The lyrics presented him as a seeker, an embattled underdog, a guy seizing his last chance, a defender of vanishing glories — roles that became truer in the next decades.
In the 1990s, grunge and its radio-friendly “alternative rock” descendants were at the center of both rock and pop. But more recently, the old rock paradigm — a fixed band making albums together, year after year — has been destabilized and pushed aside by the free-floating collaborations of dance music, hip-hop and pop.
What once was a vanguard, and then a mainstream, is now a subset of classic rock. Yet Foo Fighters have been proud to be classicists — keepers of the flame.
On “Concrete and Gold,” Foo Fighters reflect the entire timeline of the classic-rock format: There are homages to the Beatles, Led Zeppelin, Pink Floyd, Queen, glam, thrash and grunge.
But the band has a new producer, Greg Kurstin, who has collaborated with Adele, Pink and Beck.
With him, Foo Fighters now shuffle genres, even within songs, more suddenly and whimsically — more digitally — than ever. Previous albums presented studioenhanced versions of the band onstage. Here, Foo Fighters can switch configurations in an instant.
“Run,” released in advance of the album, signaled the new stylehopping prerogatives. It has the kind of desperate yet yearning refrain that Grohl has delivered again and again: “Wake up / Run for your life with me.”

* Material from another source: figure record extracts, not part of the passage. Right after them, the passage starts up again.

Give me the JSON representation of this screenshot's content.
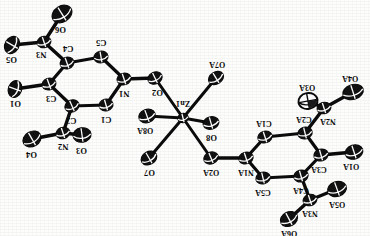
{
  "figure": {
    "kind": "ortep-crystal-structure",
    "orientation_note": "180-rotated",
    "stroke_color": "#0b0b0b",
    "fill_color": "#111111",
    "background": "#fdfdfc",
    "canvas": {
      "width": 370,
      "height": 236
    }
  },
  "atoms": [
    {
      "id": "O6",
      "label": "O6",
      "x": 62,
      "y": 14,
      "rx": 10.5,
      "ry": 8.0,
      "rot": -32,
      "fill": "solid",
      "label_dx": -2,
      "label_dy": 15
    },
    {
      "id": "N3",
      "label": "N3",
      "x": 44,
      "y": 42,
      "rx": 7.0,
      "ry": 5.6,
      "rot": -18,
      "fill": "solid",
      "label_dx": -3,
      "label_dy": 12
    },
    {
      "id": "O5",
      "label": "O5",
      "x": 12,
      "y": 45,
      "rx": 9.0,
      "ry": 7.0,
      "rot": -60,
      "fill": "solid",
      "label_dx": -1,
      "label_dy": 14
    },
    {
      "id": "C4",
      "label": "C4",
      "x": 67,
      "y": 63,
      "rx": 7.0,
      "ry": 5.8,
      "rot": -20,
      "fill": "solid",
      "label_dx": 1,
      "label_dy": -15
    },
    {
      "id": "C5",
      "label": "C5",
      "x": 101,
      "y": 57,
      "rx": 7.0,
      "ry": 5.8,
      "rot": -10,
      "fill": "solid",
      "label_dx": 0,
      "label_dy": -15
    },
    {
      "id": "N1",
      "label": "N1",
      "x": 124,
      "y": 79,
      "rx": 7.0,
      "ry": 5.8,
      "rot": -18,
      "fill": "solid",
      "label_dx": 0,
      "label_dy": 14
    },
    {
      "id": "C1",
      "label": "C1",
      "x": 106,
      "y": 105,
      "rx": 7.0,
      "ry": 5.8,
      "rot": -16,
      "fill": "solid",
      "label_dx": 0,
      "label_dy": 14
    },
    {
      "id": "C2",
      "label": "C2",
      "x": 72,
      "y": 106,
      "rx": 7.2,
      "ry": 6.0,
      "rot": -24,
      "fill": "solid",
      "label_dx": -1,
      "label_dy": 14
    },
    {
      "id": "C3",
      "label": "C3",
      "x": 49,
      "y": 84,
      "rx": 7.0,
      "ry": 5.8,
      "rot": -20,
      "fill": "solid",
      "label_dx": 2,
      "label_dy": 14
    },
    {
      "id": "O1",
      "label": "O1",
      "x": 15,
      "y": 89,
      "rx": 8.5,
      "ry": 6.6,
      "rot": -70,
      "fill": "solid",
      "label_dx": 0,
      "label_dy": 14
    },
    {
      "id": "N2",
      "label": "N2",
      "x": 63,
      "y": 133,
      "rx": 7.0,
      "ry": 5.6,
      "rot": -18,
      "fill": "solid",
      "label_dx": 0,
      "label_dy": 13
    },
    {
      "id": "O3",
      "label": "O3",
      "x": 82,
      "y": 135,
      "rx": 9.0,
      "ry": 7.2,
      "rot": -8,
      "fill": "solid",
      "label_dx": -1,
      "label_dy": 15
    },
    {
      "id": "O4",
      "label": "O4",
      "x": 32,
      "y": 139,
      "rx": 9.5,
      "ry": 7.4,
      "rot": -30,
      "fill": "solid",
      "label_dx": -1,
      "label_dy": 15
    },
    {
      "id": "O2",
      "label": "O2",
      "x": 155,
      "y": 78,
      "rx": 7.4,
      "ry": 5.8,
      "rot": -26,
      "fill": "solid",
      "label_dx": 2,
      "label_dy": 14
    },
    {
      "id": "Zn1",
      "label": "Zn1",
      "x": 183,
      "y": 118,
      "rx": 5.2,
      "ry": 4.6,
      "rot": -14,
      "fill": "solid",
      "label_dx": 0,
      "label_dy": -15
    },
    {
      "id": "O7A",
      "label": "O7A",
      "x": 216,
      "y": 78,
      "rx": 8.0,
      "ry": 6.0,
      "rot": -32,
      "fill": "solid",
      "label_dx": 1,
      "label_dy": -14
    },
    {
      "id": "O8",
      "label": "O8",
      "x": 211,
      "y": 123,
      "rx": 8.0,
      "ry": 6.2,
      "rot": -16,
      "fill": "solid",
      "label_dx": 0,
      "label_dy": 14
    },
    {
      "id": "O8A",
      "label": "O8A",
      "x": 147,
      "y": 116,
      "rx": 8.4,
      "ry": 6.6,
      "rot": -20,
      "fill": "solid",
      "label_dx": -2,
      "label_dy": 14
    },
    {
      "id": "O7",
      "label": "O7",
      "x": 149,
      "y": 158,
      "rx": 8.2,
      "ry": 6.4,
      "rot": -30,
      "fill": "solid",
      "label_dx": 0,
      "label_dy": 14
    },
    {
      "id": "O2A",
      "label": "O2A",
      "x": 211,
      "y": 158,
      "rx": 7.4,
      "ry": 5.8,
      "rot": -22,
      "fill": "solid",
      "label_dx": 0,
      "label_dy": 14
    },
    {
      "id": "N1A",
      "label": "N1A",
      "x": 246,
      "y": 158,
      "rx": 7.2,
      "ry": 5.8,
      "rot": -18,
      "fill": "solid",
      "label_dx": 0,
      "label_dy": 14
    },
    {
      "id": "C1A",
      "label": "C1A",
      "x": 265,
      "y": 137,
      "rx": 7.2,
      "ry": 5.8,
      "rot": -18,
      "fill": "solid",
      "label_dx": -1,
      "label_dy": -14
    },
    {
      "id": "C2A",
      "label": "C2A",
      "x": 305,
      "y": 133,
      "rx": 7.2,
      "ry": 5.8,
      "rot": -14,
      "fill": "solid",
      "label_dx": -1,
      "label_dy": -14
    },
    {
      "id": "C3A",
      "label": "C3A",
      "x": 321,
      "y": 155,
      "rx": 7.2,
      "ry": 5.8,
      "rot": -16,
      "fill": "solid",
      "label_dx": -2,
      "label_dy": 14
    },
    {
      "id": "C4A",
      "label": "C4A",
      "x": 301,
      "y": 176,
      "rx": 7.2,
      "ry": 5.8,
      "rot": -16,
      "fill": "solid",
      "label_dx": 0,
      "label_dy": 14
    },
    {
      "id": "C5A",
      "label": "C5A",
      "x": 263,
      "y": 178,
      "rx": 7.2,
      "ry": 5.8,
      "rot": -14,
      "fill": "solid",
      "label_dx": 0,
      "label_dy": 14
    },
    {
      "id": "N2A",
      "label": "N2A",
      "x": 324,
      "y": 108,
      "rx": 7.0,
      "ry": 5.6,
      "rot": -18,
      "fill": "solid",
      "label_dx": 4,
      "label_dy": 13
    },
    {
      "id": "O3A",
      "label": "O3A",
      "x": 308,
      "y": 101,
      "rx": 9.6,
      "ry": 8.0,
      "rot": -10,
      "fill": "open",
      "label_dx": -1,
      "label_dy": -14
    },
    {
      "id": "O4A",
      "label": "O4A",
      "x": 353,
      "y": 92,
      "rx": 10.5,
      "ry": 7.4,
      "rot": -18,
      "fill": "solid",
      "label_dx": -3,
      "label_dy": -14
    },
    {
      "id": "O1A",
      "label": "O1A",
      "x": 354,
      "y": 152,
      "rx": 9.0,
      "ry": 7.0,
      "rot": -18,
      "fill": "solid",
      "label_dx": -3,
      "label_dy": 14
    },
    {
      "id": "N3A",
      "label": "N3A",
      "x": 310,
      "y": 200,
      "rx": 7.0,
      "ry": 5.6,
      "rot": -18,
      "fill": "solid",
      "label_dx": 0,
      "label_dy": 13
    },
    {
      "id": "O5A",
      "label": "O5A",
      "x": 337,
      "y": 189,
      "rx": 9.6,
      "ry": 7.4,
      "rot": -20,
      "fill": "solid",
      "label_dx": 0,
      "label_dy": 15
    },
    {
      "id": "O6A",
      "label": "O6A",
      "x": 289,
      "y": 219,
      "rx": 9.0,
      "ry": 7.0,
      "rot": -28,
      "fill": "solid",
      "label_dx": 0,
      "label_dy": 14
    }
  ],
  "bonds": [
    {
      "a": "O6",
      "b": "N3",
      "w": 3.4
    },
    {
      "a": "O5",
      "b": "N3",
      "w": 3.4
    },
    {
      "a": "N3",
      "b": "C4",
      "w": 3.4
    },
    {
      "a": "C4",
      "b": "C5",
      "w": 3.2
    },
    {
      "a": "C5",
      "b": "N1",
      "w": 3.2
    },
    {
      "a": "N1",
      "b": "C1",
      "w": 3.2
    },
    {
      "a": "C1",
      "b": "C2",
      "w": 3.2
    },
    {
      "a": "C2",
      "b": "C3",
      "w": 3.2
    },
    {
      "a": "C3",
      "b": "C4",
      "w": 3.2
    },
    {
      "a": "C3",
      "b": "O1",
      "w": 3.4
    },
    {
      "a": "C2",
      "b": "N2",
      "w": 3.4
    },
    {
      "a": "N2",
      "b": "O3",
      "w": 3.4
    },
    {
      "a": "N2",
      "b": "O4",
      "w": 3.4
    },
    {
      "a": "N1",
      "b": "O2",
      "w": 3.4
    },
    {
      "a": "O2",
      "b": "Zn1",
      "w": 3.0
    },
    {
      "a": "Zn1",
      "b": "O7A",
      "w": 3.0
    },
    {
      "a": "Zn1",
      "b": "O8",
      "w": 3.0
    },
    {
      "a": "Zn1",
      "b": "O8A",
      "w": 3.0
    },
    {
      "a": "Zn1",
      "b": "O7",
      "w": 3.0
    },
    {
      "a": "Zn1",
      "b": "O2A",
      "w": 3.0
    },
    {
      "a": "O2A",
      "b": "N1A",
      "w": 3.4
    },
    {
      "a": "N1A",
      "b": "C1A",
      "w": 3.2
    },
    {
      "a": "C1A",
      "b": "C2A",
      "w": 3.2
    },
    {
      "a": "C2A",
      "b": "C3A",
      "w": 3.2
    },
    {
      "a": "C3A",
      "b": "C4A",
      "w": 3.2
    },
    {
      "a": "C4A",
      "b": "C5A",
      "w": 3.2
    },
    {
      "a": "C5A",
      "b": "N1A",
      "w": 3.2
    },
    {
      "a": "C2A",
      "b": "N2A",
      "w": 3.4
    },
    {
      "a": "N2A",
      "b": "O3A",
      "w": 3.4
    },
    {
      "a": "N2A",
      "b": "O4A",
      "w": 3.4
    },
    {
      "a": "C3A",
      "b": "O1A",
      "w": 3.4
    },
    {
      "a": "C4A",
      "b": "N3A",
      "w": 3.4
    },
    {
      "a": "N3A",
      "b": "O5A",
      "w": 3.4
    },
    {
      "a": "N3A",
      "b": "O6A",
      "w": 3.4
    }
  ]
}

It begins with pretty guitar arpeggios — the Beatles’ “Dear Prudence” in a hall of mirrors — but escalates to a buzzing, thrashing guitar riff backing distorted vocals and whipsaws between half-speed arena chorus and fast headbanger. It hits hard without worrying about naturalism.
The songs churn through personal and political turmoil, maintaining the old grunge desperation.
In “The Sky Is a Neighborhood,” a walloping power ballad, an unabashedly overwrought Grohl sings, “My mind is a battlefield / All hope is gone / Trouble to the right and left / Whose side are you on?”
In “Dirty Water,” he declares affection in ecocatastrophe terms — “I’m a natural disaster / You’re the morning after all my storms” — as the music evolves from gentle neo-psychedelic pop to full rock blare behind an environmental warning: “Bleed dirty water / breathe dirty sky.”
Grohl and Foo Fighters wear their influences so openly — Pink Floyd in “Concrete and Gold,” Led Zeppelin in “Make It Right,” the Beatles throughout — that they still come across as earnest, proficient journeymen — disciples rather than trailblazers.